The most important possesion of a person is probably his house. To leave it and start afresh in a new land must have been the most harrowing experience. That both countries thought that they could just exchange people with their property was naive at best. That India could not limit the efflux of fearful muslims would remain its biggest failing. That pakistan could not afford to absorb everyone coming in was a tragedy beyond words.
Profile Image for Nikhil.
363 reviews40 followers
September 7, 2015
Mandatory reading. Chronicles the sequence of policies and bureacratic decisions that solidified national identity in South Asia from 1947-1960. Illuminates the predicament facing many North Indian Muslims at the time of Partition and the role the state played in dispossessing and fracturing these families. Both states come out looking like the hypocritical violent bourgeois apparatus that they are. It astonishes me how easily both states wished to exclude people from their countries on the grounds of population pressures given that none of them cared about family planning whatsoever. I wonder to what extent "rehabilitating refugees" by exproriating "evacuees" was a technique used by the propertied classses to prevent meaningful redistribution at this time. I also wish the book was able to interrogate the Eastern boundary, which by all accounts was quite different.
213 reviews3 followers
November 24, 2016
If I'm being honest, it's not the book's fault. I was seeking a more, and again I must be honest here, detailed and gory accounting of Partition as it was experienced gruesomely by those affected. This is a more academic, very dry accounting of the notions of citizenship, the myriad gray zones created in bureaucracy, and the respective courts ad hoc reaction to how Partition was experienced. No fault of Zamindar's, but this is something I would have enjoyed more in grad school with colleagues to discuss afterward.
Profile Image for Hafsa.
Author 2 books152 followers
December 24, 2010
An excellent historical and ethnographic book on the ways in which both India and Pakistan constructed their nation-ness through the use of refugee camps, passports, ID's, and borders.

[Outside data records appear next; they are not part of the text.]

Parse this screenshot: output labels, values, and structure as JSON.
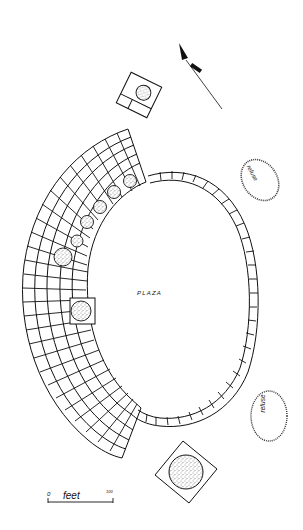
{
  "figure": {
    "type": "archaeological site plan",
    "labels": {
      "plaza": "PLAZA",
      "refuse_north": "refuse",
      "refuse_south": "refuse"
    },
    "scale_bar": {
      "start": "0",
      "unit": "feet",
      "end": "100"
    },
    "north_arrow": {
      "symbol": "N",
      "direction": "north-northwest"
    },
    "features": [
      "plaza (oval)",
      "single row of rooms enclosing plaza on east",
      "multi-row room block arc on west",
      "kivas within room block (6)",
      "kiva in enclosure projecting into plaza",
      "detached kiva with rooms (north)",
      "great kiva in square enclosure (south)",
      "refuse mound (northeast)",
      "refuse mound (southeast)"
    ],
    "colors": {
      "ink": "#111111",
      "background": "#ffffff"
    }
  }
}
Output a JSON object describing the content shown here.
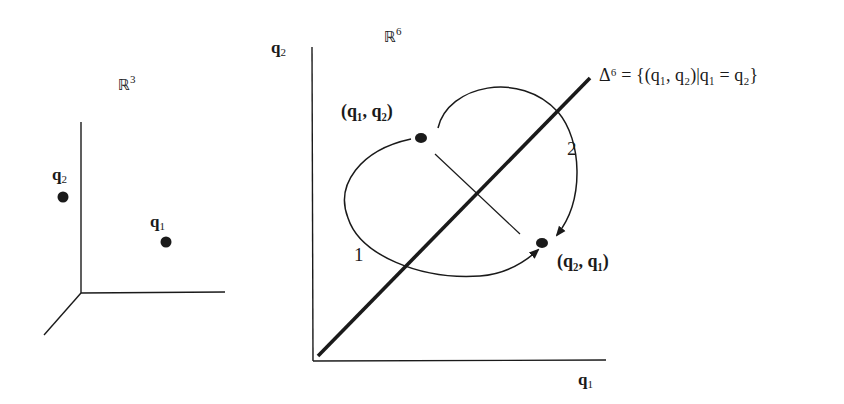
{
  "left_panel": {
    "space_label": "ℝ",
    "space_dim": "3",
    "points": [
      {
        "name": "q",
        "index": "2"
      },
      {
        "name": "q",
        "index": "1"
      }
    ]
  },
  "right_panel": {
    "space_label": "ℝ",
    "space_dim": "6",
    "y_axis": {
      "name": "q",
      "index": "2"
    },
    "x_axis": {
      "name": "q",
      "index": "1"
    },
    "point_a": "(q₁, q₂)",
    "point_b": "(q₂, q₁)",
    "path_1_label": "1",
    "path_2_label": "2",
    "diagonal_label": "Δ⁶ = {(q₁, q₂)|q₁ = q₂}"
  }
}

Goes against the grain of many of the existing historical books on the Partition which focus on the explicit violence. Zamindar's book is on on the day to day implicit violences of the modern state in attempting to craft a sense of identity and citizenship.
137 reviews
January 25, 2016
Without much basic understanding of Partition itself (apart from what is talked about in Midnight's Children) it was difficult to delve into a more academic text. But many of the specific case studies were interesting as we see the array of effects an event like this has on a population. It's also hard to imagine how something like this can be handled efficiently by a government as little precedent exists. Also, not quite the Brown girl magnet I hoped it would be.
Profile Image for Puneet Sharma.
4 reviews
September 28, 2014
Meticulously researched and littered with numbers that enforce the authors opinions, which is rare for a partition era book. Unlike most other books written on this tumultuous era, this one has the right balance of tragic personal anecdotes and intricate details on the administrative policies by both countries.